| > I suspect that, although there is a market for the products, noone is interested in taking on the software they worked on. It may be extremely difficult to do that, for at least a few reasons. In some cases, the tech is going to be very niche/old, and it will be difficult for people to get up to speed on it. The business is likely built on a lot of personal contacts, and not all will want to switch to some 'newcomer'. Many of these smaller business reliant on niche software will go out of business themselves, or be acquired by larger companies that will replace the niche software and process with something else. The current customers may not actually want anything other than regular updates while paying minimal support/maintenance contracts. Someone established can live off that, but someone new will have to spend a lot of time learning, and the income may not be sufficient to justify all the learning. I worked on a project in 2018 where some of the (small) company was still running on a combination of foxpro/db2, with a bunch of custom code by an indie/solo vendor who had 'retired' probably 5 years earlier. He'd 'sold' the company to another individual who ... kept it going, but couldn't easily deal with new needs (new reports, etc). Another vendor did an upgrade on the hosting server, and nothing worked after that. The upgrade was a base NT upgrade, and there wasn't any easy way to 'go back' quickly. Things ran off an RDP session to a laptop in Canada running some weird trial emulation tool under windows 7 (this was how it was translated to me from various parties). |
I have seen quite a few of these cases where a larger company buys the old one (essentially to get a list of their current customers) and then terminates the product replacing it with some crappy new stuff that usually completely fails to work, but in this case the soon-to-retire programmer at least gets some (little) money (and knowledge is lost forever).
But if the one man company is going to shut down because the programmer is going to retire, the acquisition cost for a young, willing programmer is 0.
This hypothetical young programmer could - I believe - invest some time to understand not so much the actual codebase, but rather the workflow of the program and re-write it along that same workflow in a new language/platform/whatever.
I am pretty sure that those niche users would be ready to pay a fair amount of money to have something modern/updated that actually works and works like the old one.
What I have seen often is that the new program, for no real reason, has been written by someone that most probably is much more brilliant at programming but that knows nothing about how the program is actually used, has no idea about how to deal with some "edge" cases (that already surely happened in the tens of years of life of the old software), etc., in some ways it is like all the experience accumulated over the years is suddenly lost and the new program repeats the same (or worse) mistakes/issues that already happened (and that were already solved).
Maybe the problem is that there is not an easy way to tell to the world "I am going to retire, any taker?"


#### [Task to complete]
In the listing below, lines with the string "Taxpayer" are to be counted; the number is the entire reply.

#### [Available records]

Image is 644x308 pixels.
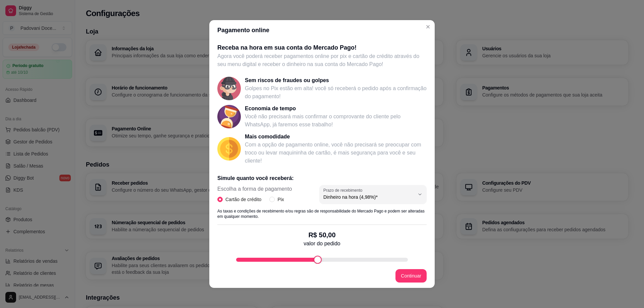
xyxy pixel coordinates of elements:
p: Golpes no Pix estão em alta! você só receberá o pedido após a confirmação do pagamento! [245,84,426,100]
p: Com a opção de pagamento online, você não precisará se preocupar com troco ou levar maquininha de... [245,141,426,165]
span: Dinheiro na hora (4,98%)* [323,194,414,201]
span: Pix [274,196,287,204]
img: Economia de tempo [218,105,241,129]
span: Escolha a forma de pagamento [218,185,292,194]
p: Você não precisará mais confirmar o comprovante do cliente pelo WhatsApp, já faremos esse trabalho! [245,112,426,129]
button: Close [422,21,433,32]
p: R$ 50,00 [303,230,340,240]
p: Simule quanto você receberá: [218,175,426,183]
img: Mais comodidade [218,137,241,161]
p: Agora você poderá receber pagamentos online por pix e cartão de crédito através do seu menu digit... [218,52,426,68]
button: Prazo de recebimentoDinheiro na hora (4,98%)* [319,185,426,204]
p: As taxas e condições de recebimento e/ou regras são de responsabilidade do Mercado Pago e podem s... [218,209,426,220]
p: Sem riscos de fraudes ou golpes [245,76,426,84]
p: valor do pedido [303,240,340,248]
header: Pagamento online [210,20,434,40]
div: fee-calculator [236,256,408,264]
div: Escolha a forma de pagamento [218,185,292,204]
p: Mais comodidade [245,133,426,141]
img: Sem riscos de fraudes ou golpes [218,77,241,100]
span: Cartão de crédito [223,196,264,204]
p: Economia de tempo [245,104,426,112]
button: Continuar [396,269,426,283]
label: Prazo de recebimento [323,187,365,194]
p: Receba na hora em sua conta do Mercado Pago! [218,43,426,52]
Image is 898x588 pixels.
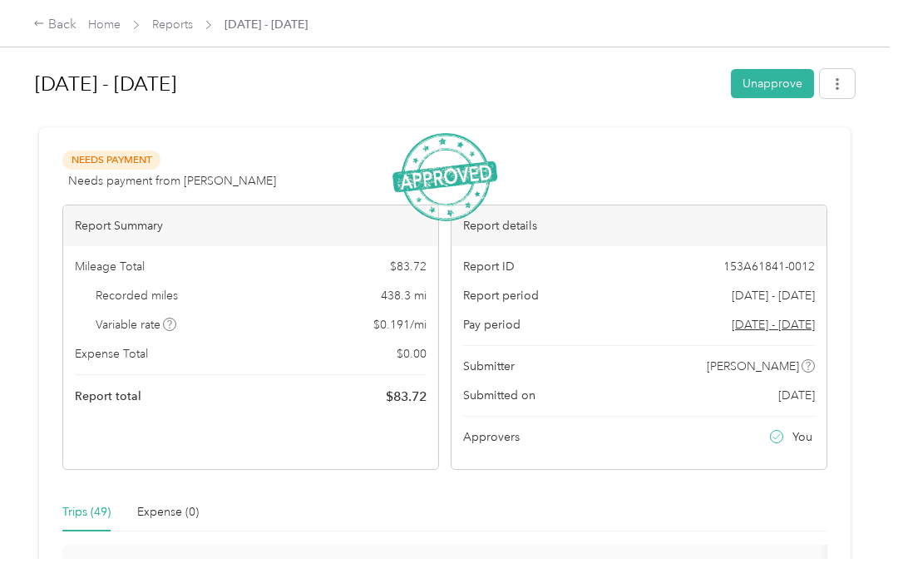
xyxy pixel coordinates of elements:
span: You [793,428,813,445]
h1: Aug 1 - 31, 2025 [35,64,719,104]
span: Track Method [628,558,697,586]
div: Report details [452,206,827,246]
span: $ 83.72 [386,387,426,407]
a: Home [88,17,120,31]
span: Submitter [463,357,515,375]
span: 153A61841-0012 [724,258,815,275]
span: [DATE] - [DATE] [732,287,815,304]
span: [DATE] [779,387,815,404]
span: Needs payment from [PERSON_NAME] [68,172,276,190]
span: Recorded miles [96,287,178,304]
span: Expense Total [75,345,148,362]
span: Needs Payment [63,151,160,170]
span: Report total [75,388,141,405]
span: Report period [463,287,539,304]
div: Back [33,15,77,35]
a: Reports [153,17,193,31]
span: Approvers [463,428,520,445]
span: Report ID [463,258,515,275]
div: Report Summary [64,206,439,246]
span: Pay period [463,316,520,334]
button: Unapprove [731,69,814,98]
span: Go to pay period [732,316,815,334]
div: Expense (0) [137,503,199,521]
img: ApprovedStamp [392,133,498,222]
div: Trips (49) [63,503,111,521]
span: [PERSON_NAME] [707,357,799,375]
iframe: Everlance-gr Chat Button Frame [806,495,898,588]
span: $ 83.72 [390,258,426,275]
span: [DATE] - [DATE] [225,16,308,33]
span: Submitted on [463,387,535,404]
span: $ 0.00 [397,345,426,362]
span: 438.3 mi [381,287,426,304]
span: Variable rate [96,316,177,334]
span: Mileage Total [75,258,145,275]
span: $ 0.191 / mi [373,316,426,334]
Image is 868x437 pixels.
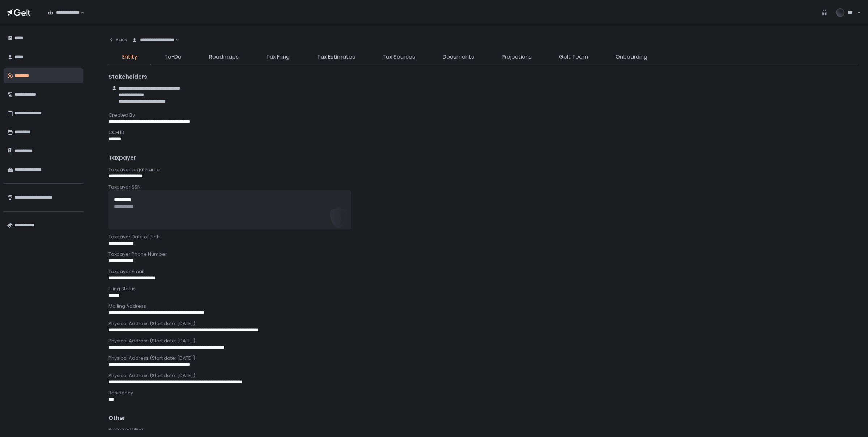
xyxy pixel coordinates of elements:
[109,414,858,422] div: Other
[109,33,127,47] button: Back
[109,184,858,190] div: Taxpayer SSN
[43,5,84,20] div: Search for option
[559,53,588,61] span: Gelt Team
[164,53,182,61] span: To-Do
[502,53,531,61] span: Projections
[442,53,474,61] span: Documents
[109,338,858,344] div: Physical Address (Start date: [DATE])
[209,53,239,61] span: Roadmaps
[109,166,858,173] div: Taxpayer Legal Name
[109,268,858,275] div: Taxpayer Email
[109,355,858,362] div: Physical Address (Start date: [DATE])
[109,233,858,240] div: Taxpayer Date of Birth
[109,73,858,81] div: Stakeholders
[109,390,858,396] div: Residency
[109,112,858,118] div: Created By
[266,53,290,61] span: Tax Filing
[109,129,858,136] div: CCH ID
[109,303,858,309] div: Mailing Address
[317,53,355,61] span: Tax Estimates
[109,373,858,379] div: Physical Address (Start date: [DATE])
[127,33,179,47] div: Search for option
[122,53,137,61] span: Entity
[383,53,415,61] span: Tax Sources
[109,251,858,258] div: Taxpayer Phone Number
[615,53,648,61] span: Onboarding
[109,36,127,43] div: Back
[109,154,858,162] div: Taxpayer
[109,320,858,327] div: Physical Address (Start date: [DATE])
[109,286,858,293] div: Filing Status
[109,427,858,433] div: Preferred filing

#### [Output of the task]
6